Like every royal in his book, Camilla Parker Bowles is presented as a fully-formed, complex woman. Because she is. We all are. Scobie reminds us that Parker-Bowles was born into an upper-class society in the last generation where women went to finishing school and deviations from what was expected of them “were frowned upon.” Camilla once remarked that without her upbringing, royal life would have been extremely difficult.

Through a decades’ long campaign, with the help of Comms. gurus and cozying up to British media figures, Camilla figured out a way to work with the same media that sent her into hiding when her affair with Charles became public in the ‘90s. Particularly the Royal Rota press pack who, unlike other senior royals, she always stops to say hello to and give a wink when at an engagement.

Scobie also writes that, while Prince Harry has leveled plenty of criticism at his stepmother, he also sees her, “as just as much of a victim of the inner workings of a cold institution as any of his other family members.”

This is bigger than one person. This is a system that encourages every man (or woman) for themselves. And it’s like, no shit, it’s an ancient hierarchal system. But when that system is portrayed as a model family for the nation, it takes on an even more sinister tone. Perhaps Camilla could have bucked the advice of courtiers, put her foot down, chartered a different path, but that would have been so demonstrably different from her, “grin and bear it” upbringing. She was raised upper-middle class with a reverence for the institution. She’s the last person that was going to shake things up.

Ultimately Endgame’s chapter on Queen Camilla reminds us that there were a lot of comms. gurus working on Operation PB, but it would be foolish to ignore the vital role Camilla played. Perhaps that is something we should all keep in mind when considering current senior royals and how much responsibility we place at the feet of their Comms. Teams and not on the royals themselves. (myself included!)

Revisiting Endgame

As I mentioned at the top, it’s been almost a year since Endgame by Omid Scobie came out and the British media lost their goddamn minds. Similar to Prince Harry’s book, Spare, most did not have an advance copy of it.

But I did.

Which made it particularly interesting to watch. Similar to Spare, the coverage was primarily misinterpreted, vile, sensational bullshit and, from what we know about the toxic contract—particularly from my conversation with Anna Pasternak last month—I’m not confident Scobie’s book would have ever gotten a fair shot. Why? Because when he was an Honorary Royal Rep. he wasn’t reporting on Harry & Meghan the way the rest of the Rota was. He very quickly found himself on the outside of the clique and poison pens pointed in his direction.

You know totally normal reporter stuff! (s)
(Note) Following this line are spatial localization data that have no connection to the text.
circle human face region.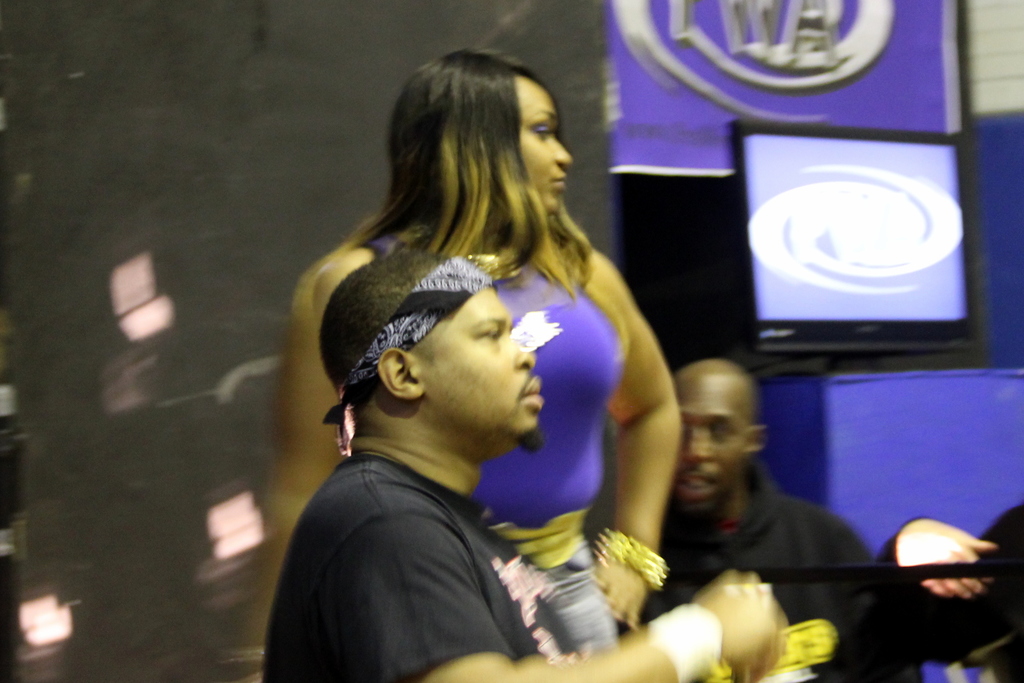
Region: [left=417, top=278, right=545, bottom=438].
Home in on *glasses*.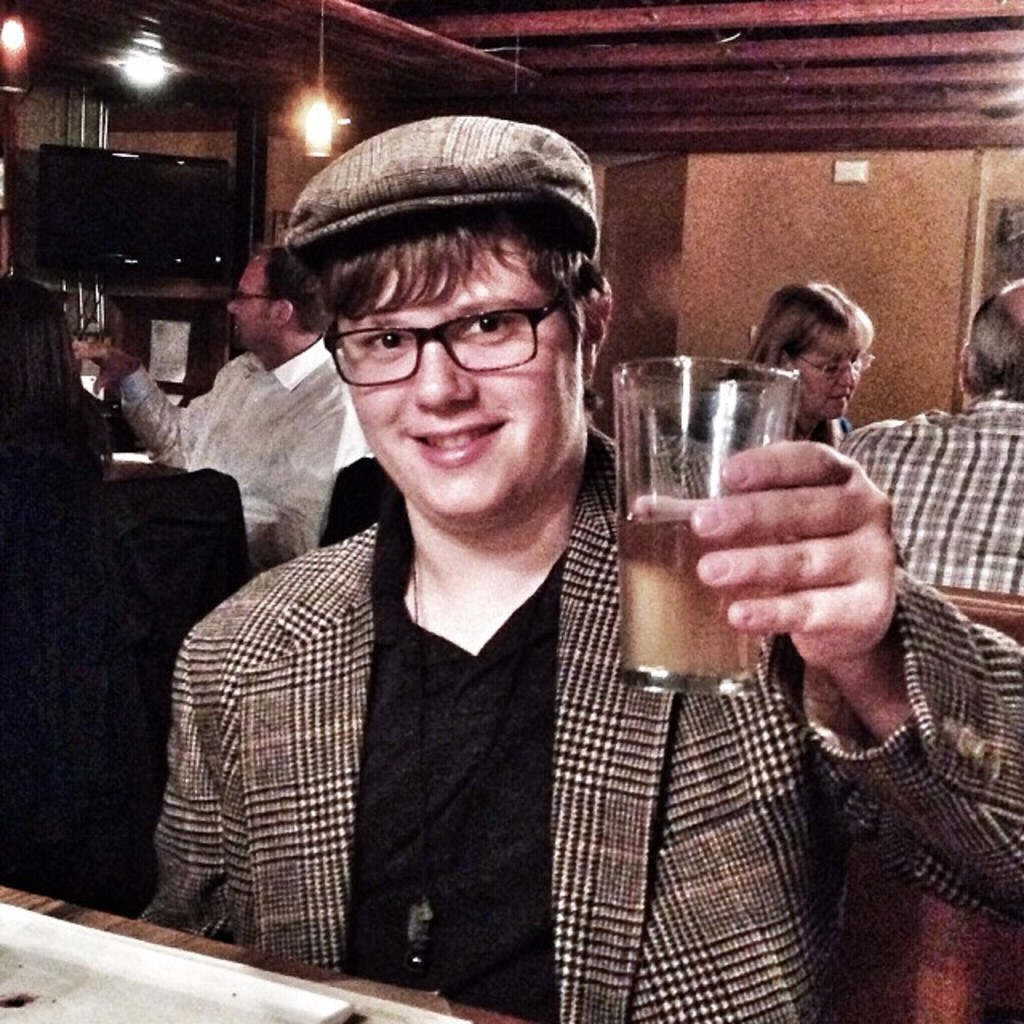
Homed in at detection(786, 344, 885, 382).
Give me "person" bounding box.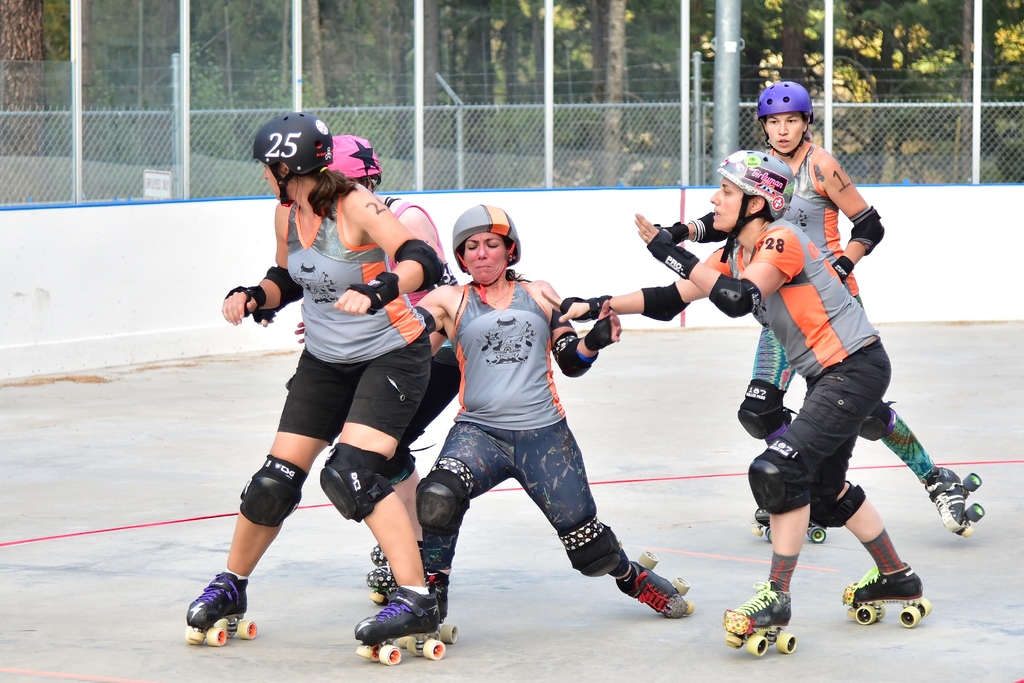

OG Endgame Review and My 2024 Thoughts

If you want to read it in full, here is my 2023 review of Engame:

'Endgame' Isn't an Attack on The Monarchy

Meredith Constant
·
November 28, 2023
'Endgame' Isn't an Attack on The Monarchy

(Thanks to HarperCollins for an advance copy.)

Read full story

From that review:

Scobie clearly lays out the book’s thesis in the prologue, writing:

“I fear that by continuing to ignore the ongoing constitutional corruption in the Palace’s inner sanctum and enabling a cabal of courtiers and the British media to call the shots—as well as quietly supporting those who have brought shame and humiliation to the Crown—the royal institution is risking untold damage to the Queen’s legacy.”

If anything, the past year has highlighted how constitutional corruption in the Palace’s inner sanctum has worsened—particularly with the future King and Queen—William and Catherine.